At a Freedom Caucus news conference Tuesday, Roy said, “No one sent us here to borrow an additional $4 trillion to get absolutely nothing in return. But at best, if I’m being really generous, a spending freeze for a couple of years” is what’s in the Fiscal Responsibility Act.

“Not one Republican should vote for this deal,” he proclaimed.

Roy noted that multiple conservative organizations oppose the McCarthy-Biden deal, including Club for Growth, Heritage Foundation, and FreedomWorks.

McCarthy defended the Fiscal Responsibility Act in a Sunday The Wall Street Journal opinion piece.

“Perhaps the most historic and foundational change is cutting spending year over year for the first time in more than a decade. Taking aside veterans’ healthcare, which will be fully funded, we will return to 2022 spending levels for nondefense accounts and set top-line spending at 1% growth for the next six years,” the speaker wrote.

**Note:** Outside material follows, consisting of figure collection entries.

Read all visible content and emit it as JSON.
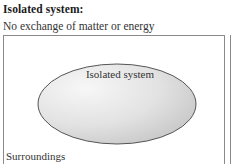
{
  "diagram": {
    "title": "Isolated system:",
    "subtitle": "No exchange of matter or energy",
    "system_label": "Isolated system",
    "surroundings_label": "Surroundings",
    "colors": {
      "border": "#8a8a8a",
      "ellipse_stroke": "#555555",
      "ellipse_fill_light": "#f4f4f4",
      "ellipse_fill_dark": "#c9c9c9"
    }
  }
}
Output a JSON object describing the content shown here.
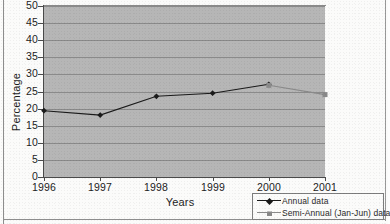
{
  "chart_data": {
    "type": "line",
    "title": "",
    "xlabel": "Years",
    "ylabel": "Percentage",
    "categories": [
      "1996",
      "1997",
      "1998",
      "1999",
      "2000",
      "2001"
    ],
    "ylim": [
      0,
      50
    ],
    "ytick_step": 5,
    "yticks": [
      "50",
      "45",
      "40",
      "35",
      "30",
      "25",
      "20",
      "15",
      "10",
      "5",
      "0"
    ],
    "grid": true,
    "legend_position": "bottom-right",
    "plot_background": "#b6b6b6",
    "series": [
      {
        "name": "Annual data",
        "marker": "diamond",
        "color": "#1a1a1a",
        "values": [
          19.4,
          18.1,
          23.6,
          24.5,
          27.1,
          null
        ]
      },
      {
        "name": "Semi-Annual (Jan-Jun) data",
        "marker": "square",
        "color": "#8a8a8a",
        "values": [
          null,
          null,
          null,
          null,
          26.8,
          24.1
        ]
      }
    ]
  },
  "axes": {
    "y_title": "Percentage",
    "x_title": "Years",
    "y_ticks": [
      "50",
      "45",
      "40",
      "35",
      "30",
      "25",
      "20",
      "15",
      "10",
      "5",
      "0"
    ],
    "x_ticks": [
      "1996",
      "1997",
      "1998",
      "1999",
      "2000",
      "2001"
    ]
  },
  "legend": {
    "entries": [
      {
        "label": "Annual data",
        "marker": "diamond-marker",
        "color": "#1a1a1a"
      },
      {
        "label": "Semi-Annual (Jan-Jun) data",
        "marker": "square-marker",
        "color": "#8a8a8a"
      }
    ]
  }
}
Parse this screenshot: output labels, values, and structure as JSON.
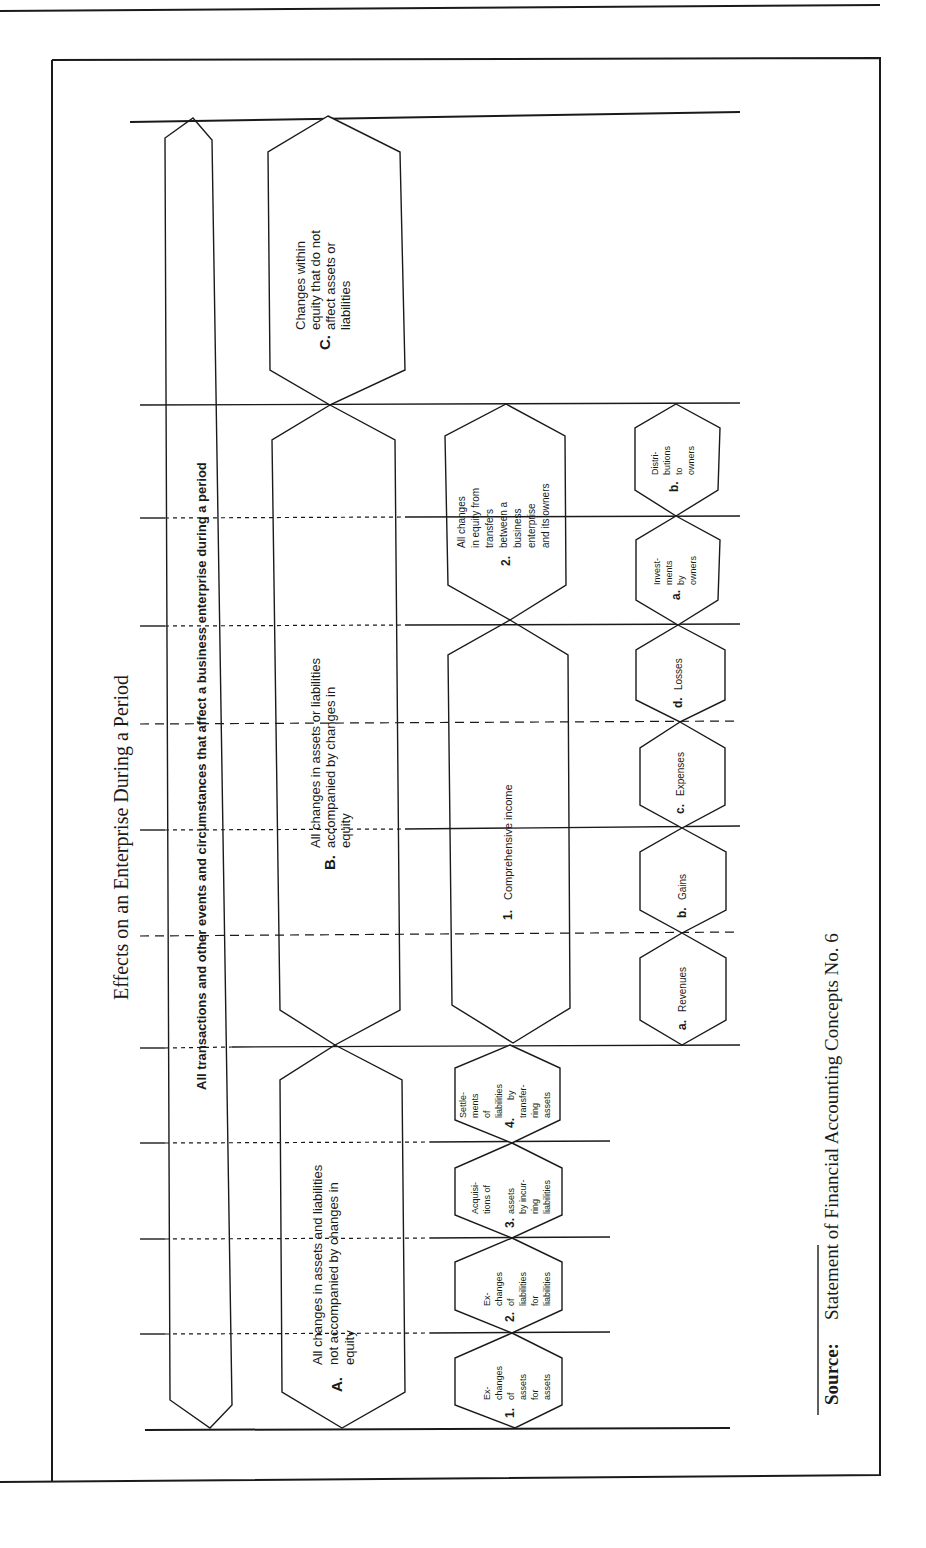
{
  "document": {
    "title": "Effects on an Enterprise During a Period",
    "source_label": "Source:",
    "source_text": "Statement of Financial Accounting Concepts No. 6"
  },
  "diagram": {
    "outer_band": {
      "label": "All transactions and other events and circumstances that affect a business enterprise during a period"
    },
    "categories": [
      {
        "marker": "A.",
        "lines": [
          "All changes in assets and liabilities",
          "not accompanied by changes in",
          "equity"
        ],
        "children": [
          {
            "marker": "1.",
            "lines": [
              "Ex-",
              "changes",
              "of",
              "assets",
              "for",
              "assets"
            ]
          },
          {
            "marker": "2.",
            "lines": [
              "Ex-",
              "changes",
              "of",
              "liabilities",
              "for",
              "liabilities"
            ]
          },
          {
            "marker": "3.",
            "lines": [
              "Acquisi-",
              "tions of",
              "assets",
              "by incur-",
              "ring",
              "liabilities"
            ]
          },
          {
            "marker": "4.",
            "lines": [
              "Settle-",
              "ments",
              "of",
              "liabilities",
              "by",
              "transfer-",
              "ring",
              "assets"
            ]
          }
        ]
      },
      {
        "marker": "B.",
        "lines": [
          "All changes in assets or liabilities",
          "accompanied by changes in",
          "equity"
        ],
        "children": [
          {
            "marker": "1.",
            "lines": [
              "Comprehensive income"
            ],
            "children": [
              {
                "marker": "a.",
                "label": "Revenues"
              },
              {
                "marker": "b.",
                "label": "Gains"
              },
              {
                "marker": "c.",
                "label": "Expenses"
              },
              {
                "marker": "d.",
                "label": "Losses"
              }
            ]
          },
          {
            "marker": "2.",
            "lines": [
              "All changes",
              "in equity from",
              "transfers",
              "between a",
              "business",
              "enterprise",
              "and its owners"
            ],
            "children": [
              {
                "marker": "a.",
                "lines": [
                  "Invest-",
                  "ments",
                  "by",
                  "owners"
                ]
              },
              {
                "marker": "b.",
                "lines": [
                  "Distri-",
                  "butions",
                  "to",
                  "owners"
                ]
              }
            ]
          }
        ]
      },
      {
        "marker": "C.",
        "lines": [
          "Changes within",
          "equity that do not",
          "affect assets or",
          "liabilities"
        ],
        "children": []
      }
    ]
  },
  "colors": {
    "ink": "#1a1a1a",
    "paper": "#ffffff"
  }
}
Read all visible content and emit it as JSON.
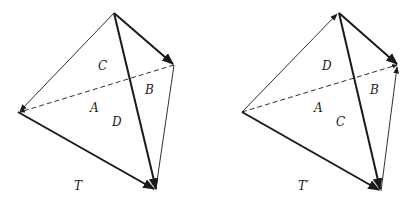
{
  "diagrams": [
    {
      "title": "T",
      "faces": {
        "A": "A",
        "B": "B",
        "C": "C",
        "D": "D"
      }
    },
    {
      "title": "T′",
      "faces": {
        "A": "A",
        "B": "B",
        "C": "C",
        "D": "D"
      }
    }
  ],
  "colors": {
    "stroke": "#1a1a1a",
    "background": "#ffffff"
  }
}
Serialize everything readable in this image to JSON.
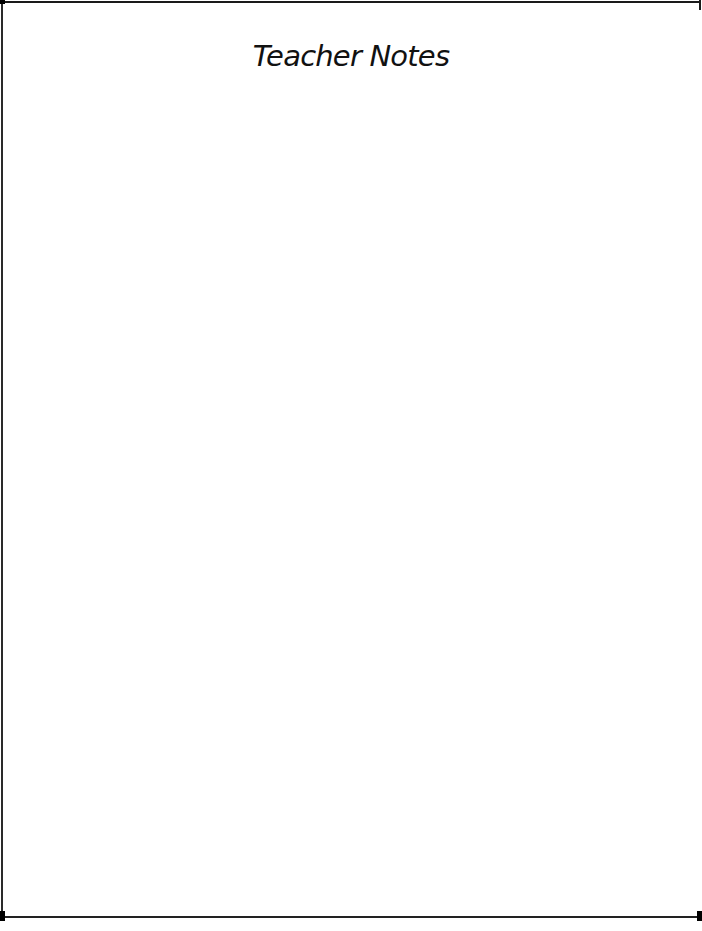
{
  "page": {
    "title": "Teacher Notes",
    "notes_body": ""
  },
  "frame": {
    "rule_color": "#1a1a1a",
    "corner_color": "#000000",
    "background": "#ffffff"
  }
}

“In other words, we will spend less money next year than we did this year — stopping inflationary spending while fully funding national defense, meeting our obligations to veterans, and preserving and protecting Social Security and Medicare,” McCarthy continued.

“No other debt-limit increase in the past decade has reduced overall spending, reduced nondefense spending and reduced the deficit. The Fiscal Responsibility Act is true, transformative spending reform.”